Friday, February 15, 2008

The Eating of the Blondes - genes, that is!



No, this isn't a post about cannibalism!
Genophagy - literally the "eating of genes", is a discredited notion that was popular at the dawn of genetic science in the early part of the 20th century. Back then, it was believed that the dominant alleles for any given trait would eventually overwhelm the recessive ones - the dominant genes would seem to "eat" the recessive ones right out of the population. What is interesting to me is that this idea never really seems to be put to rest, at least in the popular perception of how genetics works, which helps to explain why so many news outlets (and very credible ones at that!) picked up the hoax story a few years ago about blondes going extinct in the near future.

Why aren't blondes going extinct? Aren't dominant genes "stronger" and more widespread?
Not really. Dominant just means that the allele gets expressed in heterozygotes' phenotypes. What's usually going on at the cellular and molecular levels is that both alleles are getting translated, but the dominant allele's functional product is obvious in the phenotype, whereas the other gets "hidden". A good example of this is the ABO blood system. Recall that both A and B alleles are codominant, but both are dominant to the O allele. This is because the A and B alleles code for a fully formed, functional antigen, whereas the O allele codes for a shortened molecule that does not function as an antigen, basically because it's missing a piece. Thus, in heterozygotes with one O allele, the other allele is making antigens, while the O is making non-antigen molecules. Phenotypically, only the antigens count.

The genes behind hair color are somewhat similar. Like the eyes and skin, hair color is all about melanin. More melanin = darker hair. So blonde people, like blue-eyed people, have few melanocytes. So dark hair is dominant just because dark hair genes actually code for melanin to be produced in the hair.

Dominant genes do tend to be more widespread, but not always. Take the case of "milk allergies", which are not usually allergies at all (a true allergy is when the body's immune defenses activate in response to common, non-disease causing things like pollen or peanuts). Most people who are "allergic" to milk are actually intolerant of the milk sugar lactose because they have lost the ability to produce the enzyme lactase, which breaks it down (digests it). Almost everyone in the world can digest lactose from birth to about 2 years old, but most people lose the ability to product the enzyme sometime between ages 2-6. The gene that causes this (it's a regulatory gene that "switches off" the gene that makes lactase) is recessive. In some populations, many people have inherited a mutated version of this gene, which keeps lactase production going into adulthood. This gene is dominant to the "switch off" gene. So, if most people in the world are lactose intolerant as adults, most people in the world are homozygous recessive.


Hardy-Weinberg to the rescue!

Yes, these two mathematicians can help us understand why Blondes aren't going away anytime soon. Or, probably, ever. These two gents actually proposed their equilibrium model as a way to disprove the genophagy theory. In most populations most of the time, most allele frequencies are fairly stable over time. There are only a few factors that can shift them around, those 5 forces of evolution we've been talking about (natural selection, genetic drift, gene flow, mutation, and assortative mating).
What about our world population of people and the gene locus for hair color - are we evolving?
If so, which force or forces are at work?
For blonde people to be selected out of the population, they'd have to have fewer babies that nonblondes (hey, that sounds like the name of a band!) This could happen if blonde people were somehow less able to have kids (blonde genes somehow related to problems with reproductive organs, perhaps?), if blonde people were less able to avoid predation (blondes more easily detected by bears?), if blondes tended to die before reaching child-bearing age (blonde hair = leukemia?) and so forth. Of course, none of my proposals above is really happening.
What about assortative mating - do gentlemen (or gentlewomen!) prefer blondes? If this were true, then we can imaging that blondes might have even greater reproductive success than other hair colors, thus increasing the blonde genes in the population!

At any rate, I don't think blondes are going anywhere anytime soon.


■ WORK TO BE COMPLETED ■
Note each line in the data below that holds "content", and copy it.

■ EXERCISE INPUT ■
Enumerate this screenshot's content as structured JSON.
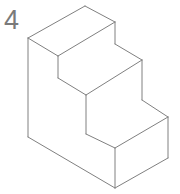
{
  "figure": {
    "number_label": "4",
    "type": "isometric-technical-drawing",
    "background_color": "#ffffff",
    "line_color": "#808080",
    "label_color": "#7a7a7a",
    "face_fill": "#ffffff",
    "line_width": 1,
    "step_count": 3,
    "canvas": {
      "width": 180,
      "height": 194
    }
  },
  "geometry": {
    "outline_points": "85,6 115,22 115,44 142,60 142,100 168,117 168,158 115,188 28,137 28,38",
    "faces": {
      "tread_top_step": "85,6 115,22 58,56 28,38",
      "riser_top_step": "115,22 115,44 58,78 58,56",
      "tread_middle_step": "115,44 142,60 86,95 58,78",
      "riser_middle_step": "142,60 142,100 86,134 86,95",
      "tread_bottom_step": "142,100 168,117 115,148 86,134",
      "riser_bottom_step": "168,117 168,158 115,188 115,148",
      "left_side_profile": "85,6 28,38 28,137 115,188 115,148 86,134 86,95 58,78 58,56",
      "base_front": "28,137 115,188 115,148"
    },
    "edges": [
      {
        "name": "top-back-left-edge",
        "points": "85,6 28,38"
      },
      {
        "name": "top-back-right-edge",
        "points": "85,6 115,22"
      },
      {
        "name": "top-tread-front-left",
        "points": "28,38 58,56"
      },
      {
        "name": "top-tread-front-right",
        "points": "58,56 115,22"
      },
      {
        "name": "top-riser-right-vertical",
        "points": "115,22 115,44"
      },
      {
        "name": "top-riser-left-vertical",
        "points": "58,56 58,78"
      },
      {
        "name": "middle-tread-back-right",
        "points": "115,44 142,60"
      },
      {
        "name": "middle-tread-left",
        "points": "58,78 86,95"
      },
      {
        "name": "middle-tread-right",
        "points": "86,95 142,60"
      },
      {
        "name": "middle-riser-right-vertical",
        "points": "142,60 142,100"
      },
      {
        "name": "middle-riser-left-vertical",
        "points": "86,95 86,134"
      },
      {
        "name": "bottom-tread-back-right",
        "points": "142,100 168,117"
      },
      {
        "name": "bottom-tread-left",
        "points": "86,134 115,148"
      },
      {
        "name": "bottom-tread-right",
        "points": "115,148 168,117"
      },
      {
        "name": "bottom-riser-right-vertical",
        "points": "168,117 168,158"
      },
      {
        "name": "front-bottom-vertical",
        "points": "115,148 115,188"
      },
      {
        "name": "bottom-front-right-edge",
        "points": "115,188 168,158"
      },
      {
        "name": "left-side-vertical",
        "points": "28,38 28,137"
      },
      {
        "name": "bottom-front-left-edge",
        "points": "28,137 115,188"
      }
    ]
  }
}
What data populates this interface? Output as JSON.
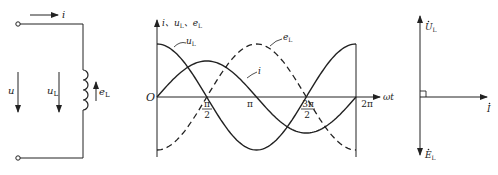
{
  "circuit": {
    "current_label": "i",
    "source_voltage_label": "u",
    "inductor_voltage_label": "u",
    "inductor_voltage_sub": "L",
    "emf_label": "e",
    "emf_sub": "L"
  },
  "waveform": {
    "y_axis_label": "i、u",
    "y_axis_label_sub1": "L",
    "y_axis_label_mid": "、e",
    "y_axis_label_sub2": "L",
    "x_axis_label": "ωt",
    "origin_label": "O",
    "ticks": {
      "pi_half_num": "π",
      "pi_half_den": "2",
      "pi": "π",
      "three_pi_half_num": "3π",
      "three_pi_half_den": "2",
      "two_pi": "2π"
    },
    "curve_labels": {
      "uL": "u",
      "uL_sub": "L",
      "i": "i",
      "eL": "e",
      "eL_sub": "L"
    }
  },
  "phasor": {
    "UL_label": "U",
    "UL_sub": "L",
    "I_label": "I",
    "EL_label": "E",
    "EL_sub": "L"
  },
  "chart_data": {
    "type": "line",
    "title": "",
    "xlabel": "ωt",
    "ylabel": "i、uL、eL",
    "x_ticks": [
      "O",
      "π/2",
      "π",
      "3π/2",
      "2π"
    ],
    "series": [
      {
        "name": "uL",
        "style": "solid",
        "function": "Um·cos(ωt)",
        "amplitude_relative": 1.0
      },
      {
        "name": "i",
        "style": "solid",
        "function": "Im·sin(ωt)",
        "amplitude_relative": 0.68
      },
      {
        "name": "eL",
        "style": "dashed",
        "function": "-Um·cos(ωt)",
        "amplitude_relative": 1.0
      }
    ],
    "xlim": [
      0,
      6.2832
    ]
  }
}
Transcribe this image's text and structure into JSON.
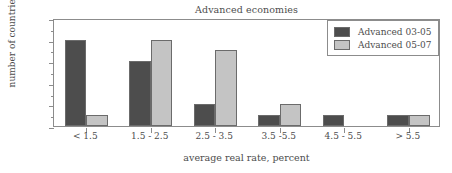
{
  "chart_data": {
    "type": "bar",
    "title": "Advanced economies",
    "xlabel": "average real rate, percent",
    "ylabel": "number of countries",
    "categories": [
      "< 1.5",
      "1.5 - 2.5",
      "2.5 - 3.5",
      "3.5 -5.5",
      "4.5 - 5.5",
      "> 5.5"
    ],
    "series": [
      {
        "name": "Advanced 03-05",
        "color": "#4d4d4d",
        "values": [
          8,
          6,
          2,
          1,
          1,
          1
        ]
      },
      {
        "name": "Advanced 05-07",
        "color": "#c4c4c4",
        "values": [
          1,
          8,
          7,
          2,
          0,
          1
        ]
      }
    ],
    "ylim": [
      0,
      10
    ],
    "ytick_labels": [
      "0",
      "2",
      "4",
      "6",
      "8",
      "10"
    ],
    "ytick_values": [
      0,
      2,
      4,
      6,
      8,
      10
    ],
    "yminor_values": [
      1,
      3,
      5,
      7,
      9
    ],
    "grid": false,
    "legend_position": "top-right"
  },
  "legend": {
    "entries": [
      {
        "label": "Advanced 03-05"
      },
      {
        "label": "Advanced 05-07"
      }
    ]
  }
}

==

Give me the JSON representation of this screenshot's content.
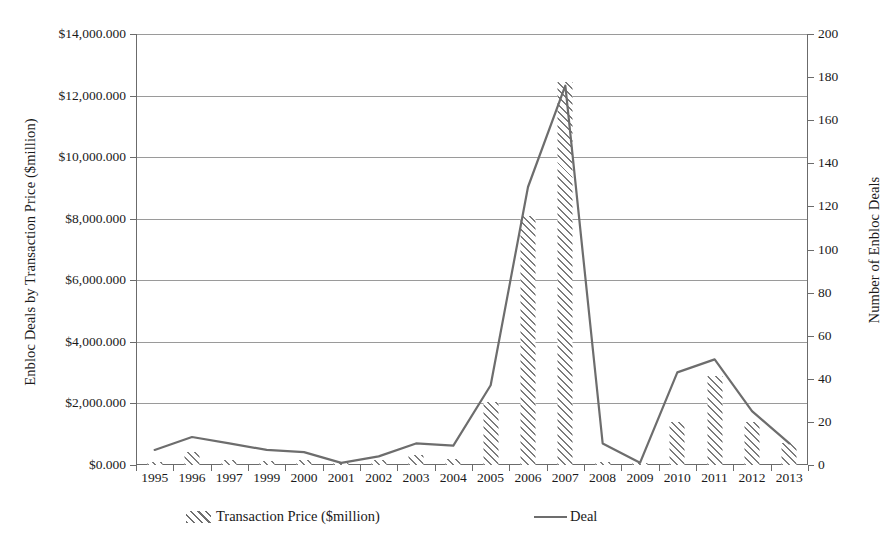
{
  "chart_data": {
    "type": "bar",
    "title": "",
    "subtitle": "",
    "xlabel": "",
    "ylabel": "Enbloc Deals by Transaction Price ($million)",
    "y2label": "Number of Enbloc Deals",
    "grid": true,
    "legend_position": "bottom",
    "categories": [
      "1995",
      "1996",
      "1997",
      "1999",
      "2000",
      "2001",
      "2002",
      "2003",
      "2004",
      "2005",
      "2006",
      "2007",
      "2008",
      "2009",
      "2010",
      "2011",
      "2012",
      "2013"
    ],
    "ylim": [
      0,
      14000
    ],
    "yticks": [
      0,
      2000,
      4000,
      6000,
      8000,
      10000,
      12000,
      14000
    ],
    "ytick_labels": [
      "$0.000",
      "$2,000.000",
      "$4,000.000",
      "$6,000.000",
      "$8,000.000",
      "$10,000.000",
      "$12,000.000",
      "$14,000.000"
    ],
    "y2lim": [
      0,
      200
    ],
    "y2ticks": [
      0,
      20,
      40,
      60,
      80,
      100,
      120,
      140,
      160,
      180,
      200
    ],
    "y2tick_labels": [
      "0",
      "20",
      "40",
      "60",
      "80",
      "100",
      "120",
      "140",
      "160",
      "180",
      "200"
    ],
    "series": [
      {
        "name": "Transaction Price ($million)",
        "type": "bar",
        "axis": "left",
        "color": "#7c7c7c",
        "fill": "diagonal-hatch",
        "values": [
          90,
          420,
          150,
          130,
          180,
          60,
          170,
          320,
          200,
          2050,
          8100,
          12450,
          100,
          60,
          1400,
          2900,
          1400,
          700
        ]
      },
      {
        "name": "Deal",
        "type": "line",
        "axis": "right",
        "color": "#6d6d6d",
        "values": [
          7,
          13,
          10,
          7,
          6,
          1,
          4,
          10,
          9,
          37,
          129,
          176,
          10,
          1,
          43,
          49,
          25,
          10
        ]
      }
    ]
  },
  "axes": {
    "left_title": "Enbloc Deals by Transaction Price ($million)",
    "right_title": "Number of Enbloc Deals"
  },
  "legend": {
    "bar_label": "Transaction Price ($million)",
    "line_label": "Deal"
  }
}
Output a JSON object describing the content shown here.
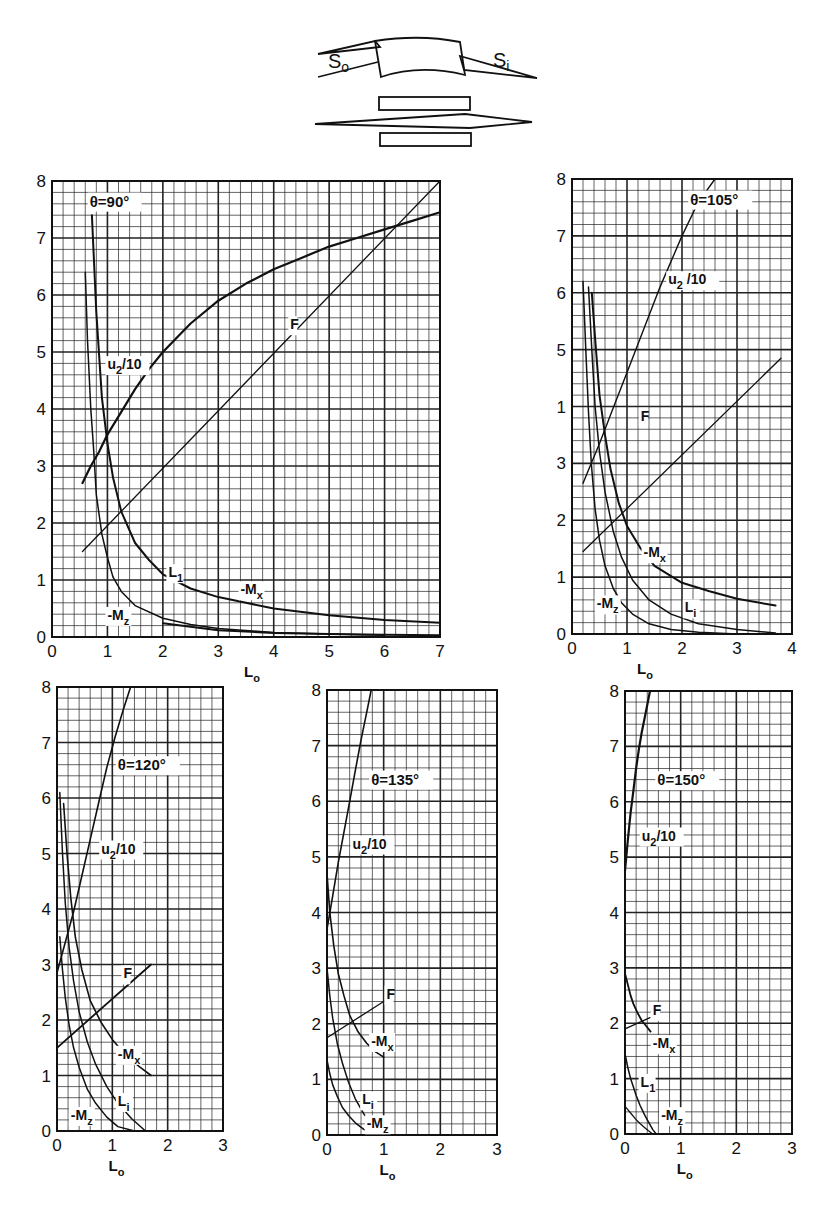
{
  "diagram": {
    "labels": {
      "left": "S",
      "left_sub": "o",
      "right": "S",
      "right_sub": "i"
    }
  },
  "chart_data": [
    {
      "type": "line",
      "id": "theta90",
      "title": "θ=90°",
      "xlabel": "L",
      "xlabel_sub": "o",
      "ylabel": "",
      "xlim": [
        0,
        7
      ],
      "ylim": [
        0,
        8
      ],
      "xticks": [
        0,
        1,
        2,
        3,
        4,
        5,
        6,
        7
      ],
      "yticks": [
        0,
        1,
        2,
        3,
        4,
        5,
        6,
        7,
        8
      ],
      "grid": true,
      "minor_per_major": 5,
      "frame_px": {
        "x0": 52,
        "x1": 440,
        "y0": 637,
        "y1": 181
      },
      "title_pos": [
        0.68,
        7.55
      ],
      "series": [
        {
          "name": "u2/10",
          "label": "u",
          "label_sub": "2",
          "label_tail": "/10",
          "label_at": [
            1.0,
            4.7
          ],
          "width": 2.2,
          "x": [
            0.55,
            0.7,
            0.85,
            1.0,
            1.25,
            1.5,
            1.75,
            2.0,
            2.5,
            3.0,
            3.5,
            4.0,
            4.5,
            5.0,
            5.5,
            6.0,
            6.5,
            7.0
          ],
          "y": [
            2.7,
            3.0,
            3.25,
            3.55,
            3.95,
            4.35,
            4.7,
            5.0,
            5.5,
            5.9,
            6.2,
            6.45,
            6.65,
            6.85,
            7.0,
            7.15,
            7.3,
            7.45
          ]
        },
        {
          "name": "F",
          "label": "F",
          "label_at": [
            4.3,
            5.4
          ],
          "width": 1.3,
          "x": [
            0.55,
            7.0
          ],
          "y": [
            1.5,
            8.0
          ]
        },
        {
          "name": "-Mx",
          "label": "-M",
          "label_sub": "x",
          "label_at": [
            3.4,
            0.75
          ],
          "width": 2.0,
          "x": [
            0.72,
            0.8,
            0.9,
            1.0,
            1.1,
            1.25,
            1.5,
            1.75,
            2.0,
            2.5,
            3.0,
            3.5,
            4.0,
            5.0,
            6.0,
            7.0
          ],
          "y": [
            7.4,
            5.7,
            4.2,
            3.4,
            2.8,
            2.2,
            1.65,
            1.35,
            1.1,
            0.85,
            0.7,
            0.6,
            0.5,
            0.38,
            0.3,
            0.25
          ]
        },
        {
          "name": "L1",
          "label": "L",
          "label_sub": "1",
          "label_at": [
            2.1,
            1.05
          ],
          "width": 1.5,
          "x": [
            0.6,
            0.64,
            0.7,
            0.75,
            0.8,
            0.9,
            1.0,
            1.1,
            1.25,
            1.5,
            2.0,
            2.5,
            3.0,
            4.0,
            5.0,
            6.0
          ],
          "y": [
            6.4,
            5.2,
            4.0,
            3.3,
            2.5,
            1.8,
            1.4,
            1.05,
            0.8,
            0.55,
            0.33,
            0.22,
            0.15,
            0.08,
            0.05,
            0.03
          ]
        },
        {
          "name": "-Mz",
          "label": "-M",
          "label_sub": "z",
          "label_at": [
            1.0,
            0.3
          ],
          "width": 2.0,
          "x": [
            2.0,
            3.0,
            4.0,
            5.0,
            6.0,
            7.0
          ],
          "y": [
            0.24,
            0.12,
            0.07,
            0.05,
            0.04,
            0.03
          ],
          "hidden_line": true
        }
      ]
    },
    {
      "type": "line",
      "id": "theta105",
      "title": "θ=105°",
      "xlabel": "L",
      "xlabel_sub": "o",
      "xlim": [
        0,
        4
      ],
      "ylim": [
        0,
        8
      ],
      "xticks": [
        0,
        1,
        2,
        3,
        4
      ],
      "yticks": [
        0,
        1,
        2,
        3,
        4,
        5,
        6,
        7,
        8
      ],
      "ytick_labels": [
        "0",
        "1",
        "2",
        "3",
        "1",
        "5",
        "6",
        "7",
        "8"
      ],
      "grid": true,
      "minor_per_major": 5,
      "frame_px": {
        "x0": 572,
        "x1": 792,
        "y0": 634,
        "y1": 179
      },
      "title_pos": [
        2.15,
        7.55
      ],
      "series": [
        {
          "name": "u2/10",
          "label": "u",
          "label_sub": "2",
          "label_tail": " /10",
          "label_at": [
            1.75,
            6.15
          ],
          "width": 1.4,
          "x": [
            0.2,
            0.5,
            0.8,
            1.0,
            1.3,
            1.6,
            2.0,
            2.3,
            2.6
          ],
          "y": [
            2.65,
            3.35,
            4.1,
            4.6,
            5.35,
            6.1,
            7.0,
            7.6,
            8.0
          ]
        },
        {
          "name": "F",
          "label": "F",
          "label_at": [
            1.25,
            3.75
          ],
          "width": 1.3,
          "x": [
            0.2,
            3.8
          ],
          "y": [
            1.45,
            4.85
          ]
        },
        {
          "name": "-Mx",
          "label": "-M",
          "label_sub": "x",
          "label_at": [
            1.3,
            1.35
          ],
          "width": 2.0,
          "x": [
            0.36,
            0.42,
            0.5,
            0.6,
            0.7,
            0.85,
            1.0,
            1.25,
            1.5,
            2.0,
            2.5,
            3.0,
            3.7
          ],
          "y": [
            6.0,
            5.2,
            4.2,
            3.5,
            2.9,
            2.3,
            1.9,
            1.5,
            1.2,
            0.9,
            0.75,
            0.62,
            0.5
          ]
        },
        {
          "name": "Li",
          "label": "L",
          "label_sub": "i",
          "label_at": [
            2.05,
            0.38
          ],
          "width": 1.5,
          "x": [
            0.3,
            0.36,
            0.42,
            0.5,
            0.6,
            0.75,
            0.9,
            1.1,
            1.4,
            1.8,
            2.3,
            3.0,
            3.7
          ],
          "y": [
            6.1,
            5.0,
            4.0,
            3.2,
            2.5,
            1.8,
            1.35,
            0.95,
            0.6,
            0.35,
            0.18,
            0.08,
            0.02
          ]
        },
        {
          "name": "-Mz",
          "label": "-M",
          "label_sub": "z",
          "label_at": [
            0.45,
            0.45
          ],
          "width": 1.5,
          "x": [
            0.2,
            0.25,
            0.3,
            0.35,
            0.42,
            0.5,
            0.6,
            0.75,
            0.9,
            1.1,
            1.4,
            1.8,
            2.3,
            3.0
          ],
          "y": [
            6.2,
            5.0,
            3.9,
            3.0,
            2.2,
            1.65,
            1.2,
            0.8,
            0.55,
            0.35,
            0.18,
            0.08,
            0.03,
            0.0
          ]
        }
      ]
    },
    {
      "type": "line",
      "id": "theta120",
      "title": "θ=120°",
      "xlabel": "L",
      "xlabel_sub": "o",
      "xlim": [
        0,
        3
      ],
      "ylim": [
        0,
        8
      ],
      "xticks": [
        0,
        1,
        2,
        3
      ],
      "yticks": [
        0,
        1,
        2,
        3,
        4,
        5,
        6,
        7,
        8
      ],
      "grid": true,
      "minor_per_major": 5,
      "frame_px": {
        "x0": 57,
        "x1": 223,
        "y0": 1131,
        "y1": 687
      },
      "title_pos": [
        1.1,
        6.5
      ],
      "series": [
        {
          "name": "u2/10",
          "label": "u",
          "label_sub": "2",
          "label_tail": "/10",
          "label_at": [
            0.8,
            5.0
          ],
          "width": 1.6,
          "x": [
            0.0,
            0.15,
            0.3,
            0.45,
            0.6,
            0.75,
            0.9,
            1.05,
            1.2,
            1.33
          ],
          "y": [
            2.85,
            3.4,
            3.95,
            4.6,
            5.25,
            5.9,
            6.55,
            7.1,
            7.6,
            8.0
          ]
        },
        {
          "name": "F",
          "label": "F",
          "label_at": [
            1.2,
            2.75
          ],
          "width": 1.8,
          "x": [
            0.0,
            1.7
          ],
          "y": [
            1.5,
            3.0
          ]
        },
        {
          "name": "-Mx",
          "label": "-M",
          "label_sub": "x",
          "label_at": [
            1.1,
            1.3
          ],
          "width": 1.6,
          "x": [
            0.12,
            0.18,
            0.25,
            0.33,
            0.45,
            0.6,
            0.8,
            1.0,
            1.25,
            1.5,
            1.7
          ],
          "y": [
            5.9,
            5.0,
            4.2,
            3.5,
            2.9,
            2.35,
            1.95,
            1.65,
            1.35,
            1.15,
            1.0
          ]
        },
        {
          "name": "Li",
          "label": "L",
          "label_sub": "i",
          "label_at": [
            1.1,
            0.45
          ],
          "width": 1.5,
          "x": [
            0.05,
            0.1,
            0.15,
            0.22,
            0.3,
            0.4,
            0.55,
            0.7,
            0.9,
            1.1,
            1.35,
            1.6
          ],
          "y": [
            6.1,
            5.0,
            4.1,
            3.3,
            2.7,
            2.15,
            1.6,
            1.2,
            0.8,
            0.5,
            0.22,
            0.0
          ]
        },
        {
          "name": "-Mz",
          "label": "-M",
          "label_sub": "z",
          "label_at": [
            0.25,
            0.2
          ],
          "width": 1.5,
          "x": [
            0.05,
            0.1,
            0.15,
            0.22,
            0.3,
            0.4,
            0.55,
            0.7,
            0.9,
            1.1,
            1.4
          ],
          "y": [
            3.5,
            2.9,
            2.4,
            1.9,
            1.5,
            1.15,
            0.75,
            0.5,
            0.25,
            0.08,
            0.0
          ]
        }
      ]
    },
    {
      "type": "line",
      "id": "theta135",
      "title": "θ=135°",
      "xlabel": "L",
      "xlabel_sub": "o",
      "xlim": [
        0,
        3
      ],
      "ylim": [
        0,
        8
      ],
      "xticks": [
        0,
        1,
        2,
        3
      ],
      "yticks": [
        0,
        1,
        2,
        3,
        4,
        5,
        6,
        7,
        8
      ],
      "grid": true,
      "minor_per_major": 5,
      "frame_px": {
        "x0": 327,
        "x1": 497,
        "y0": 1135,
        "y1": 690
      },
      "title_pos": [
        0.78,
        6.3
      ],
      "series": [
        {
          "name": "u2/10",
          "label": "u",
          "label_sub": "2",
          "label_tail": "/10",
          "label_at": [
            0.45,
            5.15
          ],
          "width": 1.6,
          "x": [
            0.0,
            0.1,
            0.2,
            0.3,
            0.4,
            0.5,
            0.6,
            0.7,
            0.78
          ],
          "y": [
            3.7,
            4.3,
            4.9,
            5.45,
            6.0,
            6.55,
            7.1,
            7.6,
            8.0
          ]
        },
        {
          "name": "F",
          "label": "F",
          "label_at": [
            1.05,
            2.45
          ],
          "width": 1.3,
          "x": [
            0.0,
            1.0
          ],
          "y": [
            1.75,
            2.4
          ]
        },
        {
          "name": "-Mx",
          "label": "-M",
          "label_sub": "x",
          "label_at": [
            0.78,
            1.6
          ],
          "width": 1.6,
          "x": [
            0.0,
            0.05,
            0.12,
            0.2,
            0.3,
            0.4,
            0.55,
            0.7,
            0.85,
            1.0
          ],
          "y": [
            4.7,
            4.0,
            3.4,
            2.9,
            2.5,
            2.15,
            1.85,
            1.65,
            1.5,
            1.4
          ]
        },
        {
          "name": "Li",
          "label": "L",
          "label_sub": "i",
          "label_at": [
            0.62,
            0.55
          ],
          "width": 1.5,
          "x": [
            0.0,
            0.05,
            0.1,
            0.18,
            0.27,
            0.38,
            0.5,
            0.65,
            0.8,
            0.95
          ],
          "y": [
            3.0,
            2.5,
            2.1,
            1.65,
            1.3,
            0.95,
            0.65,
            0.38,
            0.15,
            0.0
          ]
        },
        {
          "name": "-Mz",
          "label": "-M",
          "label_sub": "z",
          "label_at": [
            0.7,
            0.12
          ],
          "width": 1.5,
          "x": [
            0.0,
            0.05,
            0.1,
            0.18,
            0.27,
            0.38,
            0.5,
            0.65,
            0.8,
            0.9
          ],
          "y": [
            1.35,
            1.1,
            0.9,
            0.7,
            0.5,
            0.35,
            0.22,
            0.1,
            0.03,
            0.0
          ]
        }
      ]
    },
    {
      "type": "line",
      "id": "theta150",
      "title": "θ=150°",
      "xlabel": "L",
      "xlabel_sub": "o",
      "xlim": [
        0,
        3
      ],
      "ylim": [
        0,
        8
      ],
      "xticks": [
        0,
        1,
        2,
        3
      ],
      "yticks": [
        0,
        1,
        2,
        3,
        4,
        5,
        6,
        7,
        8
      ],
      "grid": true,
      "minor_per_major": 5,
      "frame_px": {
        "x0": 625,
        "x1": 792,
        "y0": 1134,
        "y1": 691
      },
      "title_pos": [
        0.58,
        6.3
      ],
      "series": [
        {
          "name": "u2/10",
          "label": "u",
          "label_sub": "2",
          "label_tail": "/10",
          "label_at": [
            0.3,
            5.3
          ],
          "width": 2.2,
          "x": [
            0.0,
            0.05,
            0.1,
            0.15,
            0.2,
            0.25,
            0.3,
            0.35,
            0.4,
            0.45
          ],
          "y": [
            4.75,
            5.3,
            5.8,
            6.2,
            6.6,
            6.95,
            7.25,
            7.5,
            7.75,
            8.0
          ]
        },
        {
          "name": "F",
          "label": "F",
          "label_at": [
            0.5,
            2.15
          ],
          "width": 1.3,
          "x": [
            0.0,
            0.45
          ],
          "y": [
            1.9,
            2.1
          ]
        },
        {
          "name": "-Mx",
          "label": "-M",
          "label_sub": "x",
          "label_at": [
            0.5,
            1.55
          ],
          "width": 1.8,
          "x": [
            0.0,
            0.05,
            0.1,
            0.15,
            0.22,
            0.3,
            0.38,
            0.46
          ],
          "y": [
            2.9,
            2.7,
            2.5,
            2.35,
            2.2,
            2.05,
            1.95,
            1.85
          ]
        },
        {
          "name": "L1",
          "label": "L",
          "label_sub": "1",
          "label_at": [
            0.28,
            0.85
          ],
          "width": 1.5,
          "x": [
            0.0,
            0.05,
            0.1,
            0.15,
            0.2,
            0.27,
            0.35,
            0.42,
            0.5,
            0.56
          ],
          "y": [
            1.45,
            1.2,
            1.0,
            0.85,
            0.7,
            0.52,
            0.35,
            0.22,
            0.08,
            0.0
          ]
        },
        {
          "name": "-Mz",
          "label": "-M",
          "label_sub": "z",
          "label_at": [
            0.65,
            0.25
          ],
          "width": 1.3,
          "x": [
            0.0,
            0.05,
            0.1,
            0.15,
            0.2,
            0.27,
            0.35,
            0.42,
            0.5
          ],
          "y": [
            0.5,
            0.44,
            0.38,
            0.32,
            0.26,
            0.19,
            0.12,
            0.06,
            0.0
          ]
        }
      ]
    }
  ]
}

■ ANSWER SECTION ■
Enumerate this screenshot's content as structured JSON.
Give me the JSON representation of this screenshot's content.
Output a JSON object describing the content shown here.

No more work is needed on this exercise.